Energy-saving alternatives ruled the day at the AECP Expo.
Energy-saving alternatives ruled the day at the AECP Expo.

The Floyd-based Association of Energy Conservation Professionals held its tenth annual Green Living and Energy Expo over the weekend, demonstrating to visitors that there is a better, more environmentally friendly way to live. The eighth AECP show that has been held in Roanoke ran the gamut of green exhibitors, from hybrid and electric cars, to fluorescent light bulbs and bicycle clubs.

Information booths from the Western Virginia Land Trust, Roanoke Valley Greenways, the Sierra Club and others were also on hand to help encourage people to think green.
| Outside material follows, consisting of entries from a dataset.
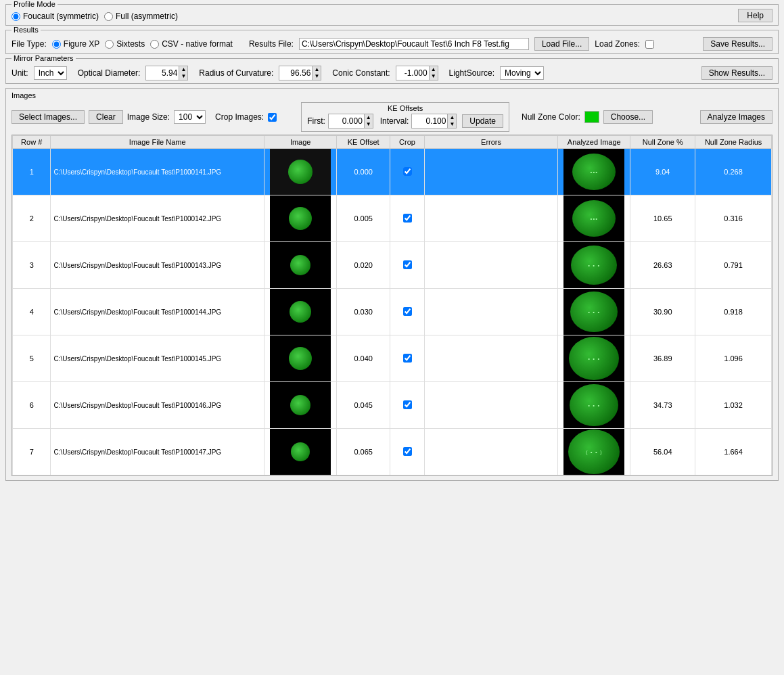 This screenshot has height=675, width=784. Describe the element at coordinates (236, 73) in the screenshot. I see `radius-label: Radius of Curvature:` at that location.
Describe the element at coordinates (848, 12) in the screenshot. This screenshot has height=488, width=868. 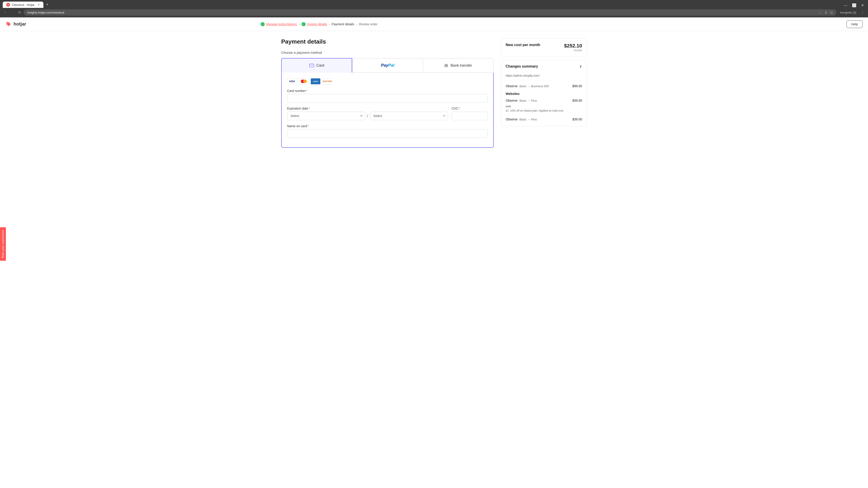
I see `incognito-label: Incognito (3)` at that location.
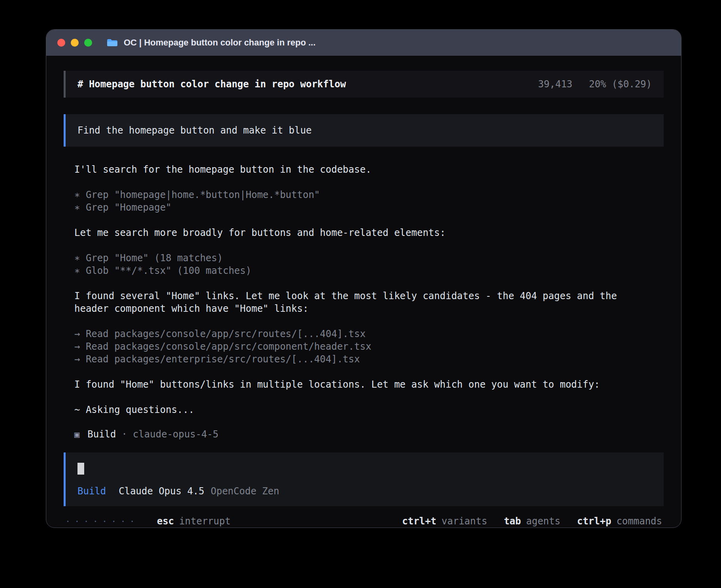 The image size is (721, 588). What do you see at coordinates (75, 43) in the screenshot?
I see `traffic-lights` at bounding box center [75, 43].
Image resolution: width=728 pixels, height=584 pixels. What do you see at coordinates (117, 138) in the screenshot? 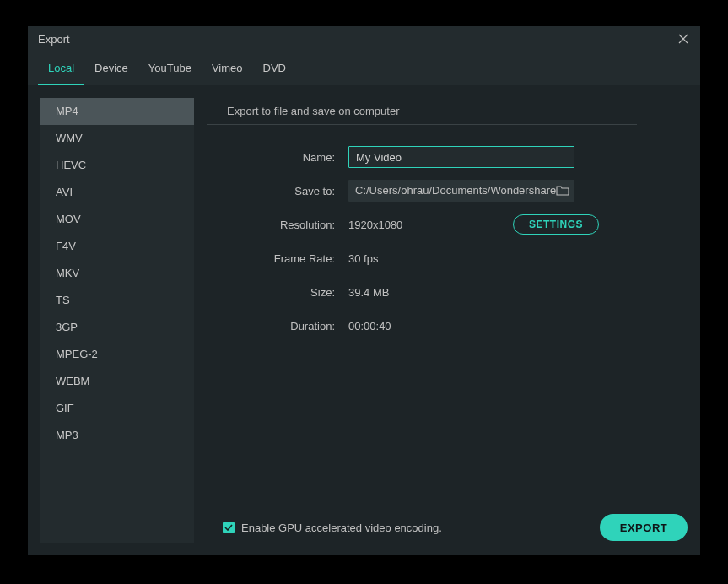
I see `format-wmv: WMV` at bounding box center [117, 138].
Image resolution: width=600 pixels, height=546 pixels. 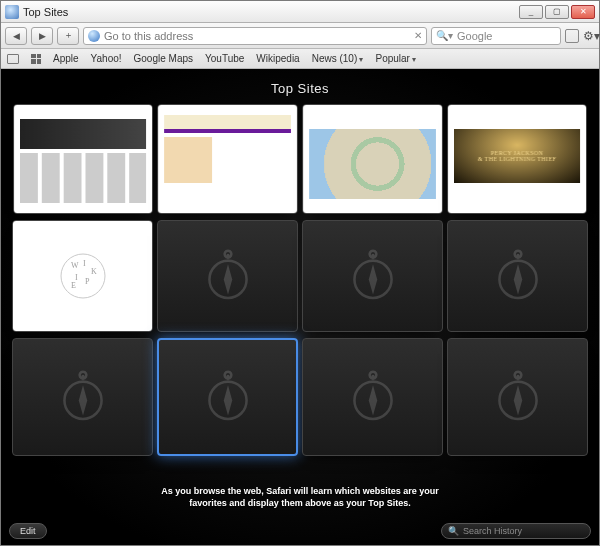 What do you see at coordinates (16, 36) in the screenshot?
I see `back-button: ◀` at bounding box center [16, 36].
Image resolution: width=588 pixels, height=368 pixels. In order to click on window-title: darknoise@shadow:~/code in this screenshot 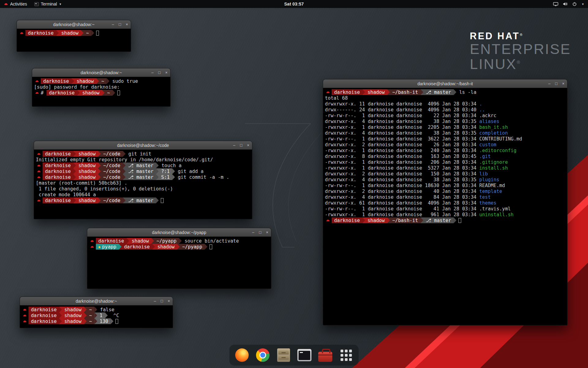, I will do `click(143, 145)`.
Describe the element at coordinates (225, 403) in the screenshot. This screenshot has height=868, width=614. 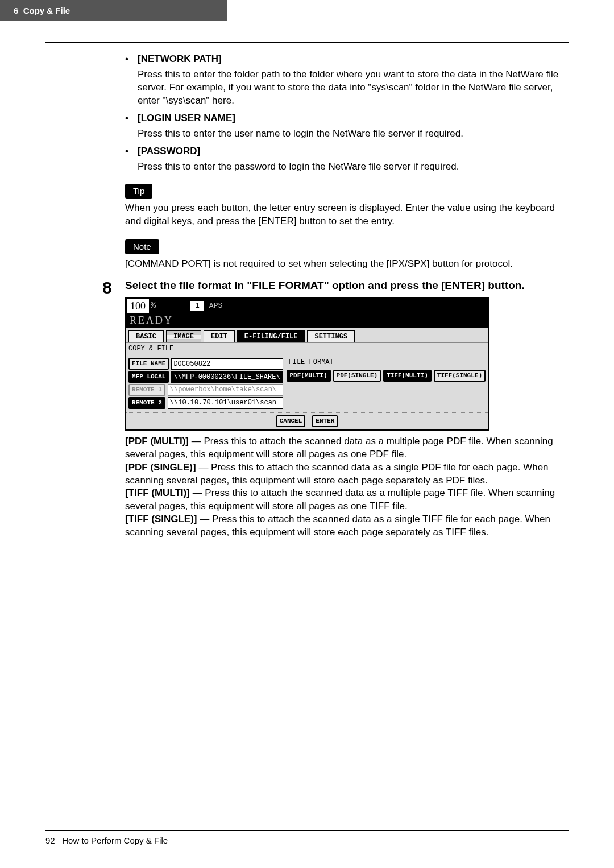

Roanoke County’s table at the Roanoke Civic Center’s events center featured information about the citizens-led RC-CLEAR group, the Roanoke County Community Leaders Environmental Action Roundtable.

This new committee works with county officials, brainstorming about ways to make energy conservation and the reduction of carbon footprints as easy as lowering a thermostat or plugging leaks in windows and doors.

Jim Vodnik, the Assistant Director of General Services for Roanoke County and the environmental coordinator, said they joined a group of local governments that advocate sustainable practices (ICLEI), then they set up the RC-CLEAR committee with members from each sector of the county.

“The primary purpose…is energy conservation and greenhouse gas reduction,” said Vodnik. RC-CLEAR will come up with an action plan “and take it out to the community. We need really large participation from the community in order to have an impact.”

Roanoke County has set an ambitious goal of reducing its carbon footprint, the so-called greenhouse gas emissions, by 30 percent in the year 2020. Vodnik said anything the county government can do – like the hybrid cars it uses more and more of, or the LEED-certified public buildings it now constructs, will amount to just one percent of that total.

The remainder of that 30 percent – 3 percent a year until 2020 – must come from businesses and residents that reduce their energy consumption, use alternative transportation, etc. “We’ve got to have community input,” said Vodnik, who appreciated being around others of the same ilk at the AECP expo. “A lot of good ideas are promoted here.”

Other booths displayed wind turbines, solar panel systems, electric or hybrid cars, insulation systems and the like. Executive Director Billy Weitzenfeld founded the expo ten years ago; the statewide organization held its first two trade shows at Virginia Tech and in Salem before settling in at the Roanoke Civic Center.

Weitzenfeld said the AECP doesn’t push any particular green agenda; it just wants to show what is out there in the way of technology for those interested in curbing greenhouse emissions and their carbon footprint.

“The growth of this event has really reflected the growth and awareness on the part of consumers, students, professionals and contractors,” said Weitzenfeld, a builder who oversaw a weatherization program in Floyd for several years. “The purpose of the event is to get people excited…so that when they leave here they take action.”